The majority of the episode was filmed at Pinewood Studios in Buckinghamshire, where the design team built a believable replica of an Orient Express carriage.
Agatha Christie took her first journey on the Orient Express in late 1928. Months later, in February 1929, the Orient Express was marooned for six days near Cherkeskoy, Turkey due to a blizzard. In December 1931, Christie's return journey on the Orient Express was delayed for 24 hours due to a flood which washed away sections of track. Christie used these elements as inspirations for her novel.
The Orient Express passenger train service was created in 1883, originally covering the distance from Paris to Vienna. In 1889. the eastern terminus of the line was moved to Constantinople, capital of the Ottoman Empire (renamed to Istanbul in 1930). The service continued to operate with minor changes until 1977.
At the time of the original novel's publication in January, 1934, nobody had been arrested for the kidnapping and murder of Charles Augustus Lindbergh Jr. The case was unsolved. In September 1934, German carpenter Richard Hauptmann was arrested for the crimes. His trial lasted from January 2 to February 13, 1935, and he was found guilty of first-degree murder. Hauptmann was executed on April 3, 1936, dying in the electric chair.
From Andrew Martin's Night Trains: The Rise and Fall of the Sleeper, Chapter 6 NVR refers to the Nene Valley Railway near Peterborough in the UK The NVR runs a Blue-Train-themed dining evenings ... The mocked up bar car will strike many visitors as being mysteriously familiar, because it stands in for the W-L [Wagons-Lits] dining car in the version of Murder on the Orient Express made in 2010 by ITV, and starring David Suchet as Poirot. In fact, there was never any bar car on the Orient Express, but for filming purposes, it is easier to muster the dozen suspects in a bar car than a restaurant car, which is where Poirot convenes them in the novel.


## Exercise objective
Images don't belong in the copy. Output the rest of the data exactly.

-- Records shown follows --

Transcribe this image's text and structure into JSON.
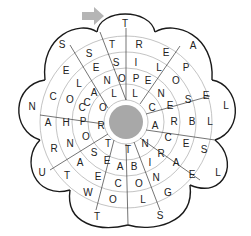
{
  "puzzle": {
    "type": "word-flower",
    "center_color": "#a8a8a8",
    "arrow_color": "#b5b5b5",
    "start_arrow": "right-arrow-icon",
    "letters": [
      {
        "ch": "T",
        "x": 125,
        "y": 24
      },
      {
        "ch": "T",
        "x": 112,
        "y": 45
      },
      {
        "ch": "R",
        "x": 139,
        "y": 45
      },
      {
        "ch": "S",
        "x": 116,
        "y": 63
      },
      {
        "ch": "I",
        "x": 136,
        "y": 63
      },
      {
        "ch": "O",
        "x": 122,
        "y": 79
      },
      {
        "ch": "P",
        "x": 136,
        "y": 79
      },
      {
        "ch": "N",
        "x": 107,
        "y": 81
      },
      {
        "ch": "E",
        "x": 148,
        "y": 81
      },
      {
        "ch": "L",
        "x": 114,
        "y": 94
      },
      {
        "ch": "L",
        "x": 135,
        "y": 94
      },
      {
        "ch": "S",
        "x": 62,
        "y": 45
      },
      {
        "ch": "S",
        "x": 89,
        "y": 54
      },
      {
        "ch": "E",
        "x": 66,
        "y": 71
      },
      {
        "ch": "E",
        "x": 96,
        "y": 68
      },
      {
        "ch": "L",
        "x": 79,
        "y": 84
      },
      {
        "ch": "A",
        "x": 94,
        "y": 93
      },
      {
        "ch": "E",
        "x": 166,
        "y": 53
      },
      {
        "ch": "A",
        "x": 193,
        "y": 46
      },
      {
        "ch": "L",
        "x": 159,
        "y": 68
      },
      {
        "ch": "P",
        "x": 186,
        "y": 68
      },
      {
        "ch": "O",
        "x": 176,
        "y": 81
      },
      {
        "ch": "N",
        "x": 161,
        "y": 94
      },
      {
        "ch": "N",
        "x": 32,
        "y": 107
      },
      {
        "ch": "C",
        "x": 53,
        "y": 97
      },
      {
        "ch": "O",
        "x": 70,
        "y": 100
      },
      {
        "ch": "C",
        "x": 87,
        "y": 103
      },
      {
        "ch": "O",
        "x": 103,
        "y": 108
      },
      {
        "ch": "C",
        "x": 82,
        "y": 108
      },
      {
        "ch": "C",
        "x": 152,
        "y": 108
      },
      {
        "ch": "E",
        "x": 170,
        "y": 106
      },
      {
        "ch": "S",
        "x": 188,
        "y": 100
      },
      {
        "ch": "E",
        "x": 206,
        "y": 96
      },
      {
        "ch": "L",
        "x": 226,
        "y": 106
      },
      {
        "ch": "A",
        "x": 48,
        "y": 123
      },
      {
        "ch": "H",
        "x": 66,
        "y": 123
      },
      {
        "ch": "P",
        "x": 83,
        "y": 122
      },
      {
        "ch": "R",
        "x": 101,
        "y": 126
      },
      {
        "ch": "A",
        "x": 155,
        "y": 126
      },
      {
        "ch": "R",
        "x": 174,
        "y": 122
      },
      {
        "ch": "B",
        "x": 192,
        "y": 122
      },
      {
        "ch": "L",
        "x": 210,
        "y": 122
      },
      {
        "ch": "R",
        "x": 54,
        "y": 149
      },
      {
        "ch": "N",
        "x": 70,
        "y": 144
      },
      {
        "ch": "O",
        "x": 86,
        "y": 137
      },
      {
        "ch": "T",
        "x": 108,
        "y": 144
      },
      {
        "ch": "T",
        "x": 128,
        "y": 150
      },
      {
        "ch": "N",
        "x": 145,
        "y": 144
      },
      {
        "ch": "C",
        "x": 168,
        "y": 138
      },
      {
        "ch": "E",
        "x": 186,
        "y": 144
      },
      {
        "ch": "S",
        "x": 204,
        "y": 150
      },
      {
        "ch": "S",
        "x": 94,
        "y": 153
      },
      {
        "ch": "R",
        "x": 161,
        "y": 154
      },
      {
        "ch": "U",
        "x": 42,
        "y": 173
      },
      {
        "ch": "T",
        "x": 67,
        "y": 176
      },
      {
        "ch": "A",
        "x": 80,
        "y": 163
      },
      {
        "ch": "E",
        "x": 107,
        "y": 161
      },
      {
        "ch": "A",
        "x": 120,
        "y": 167
      },
      {
        "ch": "B",
        "x": 134,
        "y": 167
      },
      {
        "ch": "I",
        "x": 150,
        "y": 163
      },
      {
        "ch": "A",
        "x": 176,
        "y": 163
      },
      {
        "ch": "E",
        "x": 192,
        "y": 175
      },
      {
        "ch": "L",
        "x": 218,
        "y": 173
      },
      {
        "ch": "E",
        "x": 98,
        "y": 177
      },
      {
        "ch": "C",
        "x": 118,
        "y": 184
      },
      {
        "ch": "O",
        "x": 139,
        "y": 184
      },
      {
        "ch": "N",
        "x": 156,
        "y": 178
      },
      {
        "ch": "W",
        "x": 88,
        "y": 193
      },
      {
        "ch": "O",
        "x": 113,
        "y": 200
      },
      {
        "ch": "L",
        "x": 143,
        "y": 200
      },
      {
        "ch": "G",
        "x": 168,
        "y": 193
      },
      {
        "ch": "T",
        "x": 97,
        "y": 217
      },
      {
        "ch": "S",
        "x": 160,
        "y": 216
      }
    ]
  }
}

-- Records shown concluded --

## The completed task
Transcribe this image's text and structure into JSON.
{
  "puzzle": {
    "type": "word-flower",
    "center_color": "#a8a8a8",
    "arrow_color": "#b5b5b5",
    "start_arrow": "right-arrow-icon",
    "letters": [
      {
        "ch": "T",
        "x": 125,
        "y": 24
      },
      {
        "ch": "T",
        "x": 112,
        "y": 45
      },
      {
        "ch": "R",
        "x": 139,
        "y": 45
      },
      {
        "ch": "S",
        "x": 116,
        "y": 63
      },
      {
        "ch": "I",
        "x": 136,
        "y": 63
      },
      {
        "ch": "O",
        "x": 122,
        "y": 79
      },
      {
        "ch": "P",
        "x": 136,
        "y": 79
      },
      {
        "ch": "N",
        "x": 107,
        "y": 81
      },
      {
        "ch": "E",
        "x": 148,
        "y": 81
      },
      {
        "ch": "L",
        "x": 114,
        "y": 94
      },
      {
        "ch": "L",
        "x": 135,
        "y": 94
      },
      {
        "ch": "S",
        "x": 62,
        "y": 45
      },
      {
        "ch": "S",
        "x": 89,
        "y": 54
      },
      {
        "ch": "E",
        "x": 66,
        "y": 71
      },
      {
        "ch": "E",
        "x": 96,
        "y": 68
      },
      {
        "ch": "L",
        "x": 79,
        "y": 84
      },
      {
        "ch": "A",
        "x": 94,
        "y": 93
      },
      {
        "ch": "E",
        "x": 166,
        "y": 53
      },
      {
        "ch": "A",
        "x": 193,
        "y": 46
      },
      {
        "ch": "L",
        "x": 159,
        "y": 68
      },
      {
        "ch": "P",
        "x": 186,
        "y": 68
      },
      {
        "ch": "O",
        "x": 176,
        "y": 81
      },
      {
        "ch": "N",
        "x": 161,
        "y": 94
      },
      {
        "ch": "N",
        "x": 32,
        "y": 107
      },
      {
        "ch": "C",
        "x": 53,
        "y": 97
      },
      {
        "ch": "O",
        "x": 70,
        "y": 100
      },
      {
        "ch": "C",
        "x": 87,
        "y": 103
      },
      {
        "ch": "O",
        "x": 103,
        "y": 108
      },
      {
        "ch": "C",
        "x": 82,
        "y": 108
      },
      {
        "ch": "C",
        "x": 152,
        "y": 108
      },
      {
        "ch": "E",
        "x": 170,
        "y": 106
      },
      {
        "ch": "S",
        "x": 188,
        "y": 100
      },
      {
        "ch": "E",
        "x": 206,
        "y": 96
      },
      {
        "ch": "L",
        "x": 226,
        "y": 106
      },
      {
        "ch": "A",
        "x": 48,
        "y": 123
      },
      {
        "ch": "H",
        "x": 66,
        "y": 123
      },
      {
        "ch": "P",
        "x": 83,
        "y": 122
      },
      {
        "ch": "R",
        "x": 101,
        "y": 126
      },
      {
        "ch": "A",
        "x": 155,
        "y": 126
      },
      {
        "ch": "R",
        "x": 174,
        "y": 122
      },
      {
        "ch": "B",
        "x": 192,
        "y": 122
      },
      {
        "ch": "L",
        "x": 210,
        "y": 122
      },
      {
        "ch": "R",
        "x": 54,
        "y": 149
      },
      {
        "ch": "N",
        "x": 70,
        "y": 144
      },
      {
        "ch": "O",
        "x": 86,
        "y": 137
      },
      {
        "ch": "T",
        "x": 108,
        "y": 144
      },
      {
        "ch": "T",
        "x": 128,
        "y": 150
      },
      {
        "ch": "N",
        "x": 145,
        "y": 144
      },
      {
        "ch": "C",
        "x": 168,
        "y": 138
      },
      {
        "ch": "E",
        "x": 186,
        "y": 144
      },
      {
        "ch": "S",
        "x": 204,
        "y": 150
      },
      {
        "ch": "S",
        "x": 94,
        "y": 153
      },
      {
        "ch": "R",
        "x": 161,
        "y": 154
      },
      {
        "ch": "U",
        "x": 42,
        "y": 173
      },
      {
        "ch": "T",
        "x": 67,
        "y": 176
      },
      {
        "ch": "A",
        "x": 80,
        "y": 163
      },
      {
        "ch": "E",
        "x": 107,
        "y": 161
      },
      {
        "ch": "A",
        "x": 120,
        "y": 167
      },
      {
        "ch": "B",
        "x": 134,
        "y": 167
      },
      {
        "ch": "I",
        "x": 150,
        "y": 163
      },
      {
        "ch": "A",
        "x": 176,
        "y": 163
      },
      {
        "ch": "E",
        "x": 192,
        "y": 175
      },
      {
        "ch": "L",
        "x": 218,
        "y": 173
      },
      {
        "ch": "E",
        "x": 98,
        "y": 177
      },
      {
        "ch": "C",
        "x": 118,
        "y": 184
      },
      {
        "ch": "O",
        "x": 139,
        "y": 184
      },
      {
        "ch": "N",
        "x": 156,
        "y": 178
      },
      {
        "ch": "W",
        "x": 88,
        "y": 193
      },
      {
        "ch": "O",
        "x": 113,
        "y": 200
      },
      {
        "ch": "L",
        "x": 143,
        "y": 200
      },
      {
        "ch": "G",
        "x": 168,
        "y": 193
      },
      {
        "ch": "T",
        "x": 97,
        "y": 217
      },
      {
        "ch": "S",
        "x": 160,
        "y": 216
      }
    ]
  }
}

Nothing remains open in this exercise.